If you recognized that quote then you’re a pretty cool person.
But yeah. I realized I was missing one more post from my field observation journal… and I wanted to tell you all the third truth I confirmed during my time in practicum. So here you go. There’s just one more thing:
Students will respond to your expectations of them.
This is, I think, a rather dangerous and overarching statement for me to make because I have such little experience in the public school setting. I do, however, have quite a number of years working with youth in the same age group; I served for a while as a youth counselor and volunteered with many high-schoolers outside of a structured youth group setting. From these past experiences I have observed that when you let students know how highly you think of them, they will often perform to an even greater extent, surpassing all your expectations. For me, I know age says very little about how well a person can perform academically, athletically, creatively or even interpersonally.
Despite my lack of experience as a public school teacher I was happy to find evidence for this hypothesis as I walked into the robotics classroom just this past week. I’ve already mentioned it once but seriously, the ability of the students to sit down with a box of materials, sans blueprint, and come up with a functional robot that could transport balls of varying sizes, traverse under different height restrictions and hang off bars is amazing. The other reason I mention this again (and not the student meeting I attended on that same day) is because many of the students in the robotics class were classified and still their teacher believed in them with such confidence that he refrained from showering any student, regardless of his or her learning ability, with too much attention. The robotics teacher trusted that each student would figure things out and practically all of them were succeeding beyond what was expected of them, especially according to their classification.
Part of embodying this truth in my teaching also goes hand-in-hand with wait time. As teachers, when we wait, we are silently placing our faith in the students’ abilities to think and process and reason. Rather than relying on our efforts to enable and prod students into the mind-spaces we think they should inhabit, using silence and wait time speaks to our belief in student ability and not teacher ability. To what extent do you place faith in a student’s ability to meet and exceed your expectations? I know for myself the next lesson is going to involve a lot more pausing and a lot more waiting simply because I am now resolved to be anticipatory of the good unimaginable that can happen in a classroom.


Prompt: Please retype all of the records below word for word, leaving out any pictures.

▽

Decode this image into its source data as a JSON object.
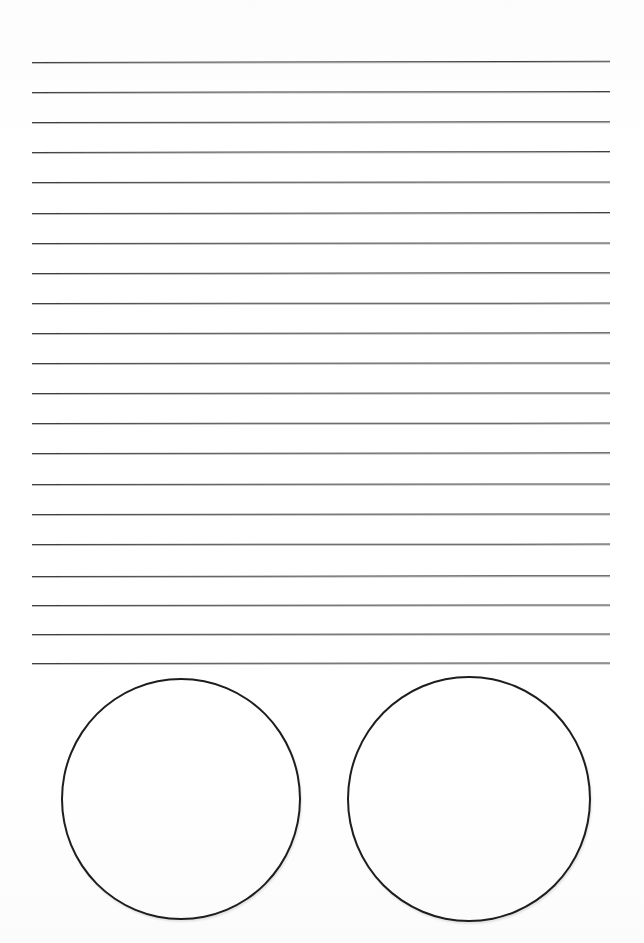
{
  "page": {
    "kind": "worksheet-page",
    "background_color": "#ffffff",
    "width": 644,
    "height": 943
  },
  "ruled_lines": {
    "name": "writing-lines",
    "count": 21,
    "color": "#3a3a3c",
    "thickness_px": 1.6,
    "x_start": 32,
    "x_end": 610,
    "first_line_y": 62,
    "spacing_px": 30,
    "lines": [
      {
        "index": 1,
        "y": 62,
        "x1": 32,
        "x2": 610,
        "skew_deg": -0.12
      },
      {
        "index": 2,
        "y": 92,
        "x1": 32,
        "x2": 610,
        "skew_deg": -0.1
      },
      {
        "index": 3,
        "y": 122,
        "x1": 32,
        "x2": 610,
        "skew_deg": -0.08
      },
      {
        "index": 4,
        "y": 152,
        "x1": 32,
        "x2": 610,
        "skew_deg": -0.1
      },
      {
        "index": 5,
        "y": 182,
        "x1": 32,
        "x2": 610,
        "skew_deg": -0.06
      },
      {
        "index": 6,
        "y": 213,
        "x1": 32,
        "x2": 610,
        "skew_deg": -0.09
      },
      {
        "index": 7,
        "y": 243,
        "x1": 32,
        "x2": 610,
        "skew_deg": -0.05
      },
      {
        "index": 8,
        "y": 273,
        "x1": 32,
        "x2": 610,
        "skew_deg": -0.08
      },
      {
        "index": 9,
        "y": 303,
        "x1": 32,
        "x2": 610,
        "skew_deg": -0.04
      },
      {
        "index": 10,
        "y": 333,
        "x1": 32,
        "x2": 610,
        "skew_deg": -0.07
      },
      {
        "index": 11,
        "y": 363,
        "x1": 32,
        "x2": 610,
        "skew_deg": -0.05
      },
      {
        "index": 12,
        "y": 393,
        "x1": 32,
        "x2": 610,
        "skew_deg": -0.06
      },
      {
        "index": 13,
        "y": 423,
        "x1": 32,
        "x2": 610,
        "skew_deg": -0.04
      },
      {
        "index": 14,
        "y": 453,
        "x1": 32,
        "x2": 610,
        "skew_deg": -0.07
      },
      {
        "index": 15,
        "y": 484,
        "x1": 32,
        "x2": 610,
        "skew_deg": -0.05
      },
      {
        "index": 16,
        "y": 514,
        "x1": 32,
        "x2": 610,
        "skew_deg": -0.06
      },
      {
        "index": 17,
        "y": 544,
        "x1": 32,
        "x2": 610,
        "skew_deg": -0.04
      },
      {
        "index": 18,
        "y": 576,
        "x1": 32,
        "x2": 610,
        "skew_deg": -0.08
      },
      {
        "index": 19,
        "y": 605,
        "x1": 32,
        "x2": 610,
        "skew_deg": -0.05
      },
      {
        "index": 20,
        "y": 634,
        "x1": 32,
        "x2": 610,
        "skew_deg": -0.06
      },
      {
        "index": 21,
        "y": 663,
        "x1": 32,
        "x2": 610,
        "skew_deg": -0.05
      }
    ]
  },
  "circles": {
    "name": "answer-circles",
    "count": 2,
    "stroke_color": "#1d1d1f",
    "stroke_width_px": 2.4,
    "fill_color": "#ffffff",
    "items": [
      {
        "index": 1,
        "position": "left",
        "left": 61,
        "top": 18,
        "width": 236,
        "height": 238
      },
      {
        "index": 2,
        "position": "right",
        "left": 347,
        "top": 16,
        "width": 240,
        "height": 242
      }
    ]
  }
}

△

Task result:
Decode this image into its source data as a JSON object.
{
  "page": {
    "kind": "worksheet-page",
    "background_color": "#ffffff",
    "width": 644,
    "height": 943
  },
  "ruled_lines": {
    "name": "writing-lines",
    "count": 21,
    "color": "#3a3a3c",
    "thickness_px": 1.6,
    "x_start": 32,
    "x_end": 610,
    "first_line_y": 62,
    "spacing_px": 30,
    "lines": [
      {
        "index": 1,
        "y": 62,
        "x1": 32,
        "x2": 610,
        "skew_deg": -0.12
      },
      {
        "index": 2,
        "y": 92,
        "x1": 32,
        "x2": 610,
        "skew_deg": -0.1
      },
      {
        "index": 3,
        "y": 122,
        "x1": 32,
        "x2": 610,
        "skew_deg": -0.08
      },
      {
        "index": 4,
        "y": 152,
        "x1": 32,
        "x2": 610,
        "skew_deg": -0.1
      },
      {
        "index": 5,
        "y": 182,
        "x1": 32,
        "x2": 610,
        "skew_deg": -0.06
      },
      {
        "index": 6,
        "y": 213,
        "x1": 32,
        "x2": 610,
        "skew_deg": -0.09
      },
      {
        "index": 7,
        "y": 243,
        "x1": 32,
        "x2": 610,
        "skew_deg": -0.05
      },
      {
        "index": 8,
        "y": 273,
        "x1": 32,
        "x2": 610,
        "skew_deg": -0.08
      },
      {
        "index": 9,
        "y": 303,
        "x1": 32,
        "x2": 610,
        "skew_deg": -0.04
      },
      {
        "index": 10,
        "y": 333,
        "x1": 32,
        "x2": 610,
        "skew_deg": -0.07
      },
      {
        "index": 11,
        "y": 363,
        "x1": 32,
        "x2": 610,
        "skew_deg": -0.05
      },
      {
        "index": 12,
        "y": 393,
        "x1": 32,
        "x2": 610,
        "skew_deg": -0.06
      },
      {
        "index": 13,
        "y": 423,
        "x1": 32,
        "x2": 610,
        "skew_deg": -0.04
      },
      {
        "index": 14,
        "y": 453,
        "x1": 32,
        "x2": 610,
        "skew_deg": -0.07
      },
      {
        "index": 15,
        "y": 484,
        "x1": 32,
        "x2": 610,
        "skew_deg": -0.05
      },
      {
        "index": 16,
        "y": 514,
        "x1": 32,
        "x2": 610,
        "skew_deg": -0.06
      },
      {
        "index": 17,
        "y": 544,
        "x1": 32,
        "x2": 610,
        "skew_deg": -0.04
      },
      {
        "index": 18,
        "y": 576,
        "x1": 32,
        "x2": 610,
        "skew_deg": -0.08
      },
      {
        "index": 19,
        "y": 605,
        "x1": 32,
        "x2": 610,
        "skew_deg": -0.05
      },
      {
        "index": 20,
        "y": 634,
        "x1": 32,
        "x2": 610,
        "skew_deg": -0.06
      },
      {
        "index": 21,
        "y": 663,
        "x1": 32,
        "x2": 610,
        "skew_deg": -0.05
      }
    ]
  },
  "circles": {
    "name": "answer-circles",
    "count": 2,
    "stroke_color": "#1d1d1f",
    "stroke_width_px": 2.4,
    "fill_color": "#ffffff",
    "items": [
      {
        "index": 1,
        "position": "left",
        "left": 61,
        "top": 18,
        "width": 236,
        "height": 238
      },
      {
        "index": 2,
        "position": "right",
        "left": 347,
        "top": 16,
        "width": 240,
        "height": 242
      }
    ]
  }
}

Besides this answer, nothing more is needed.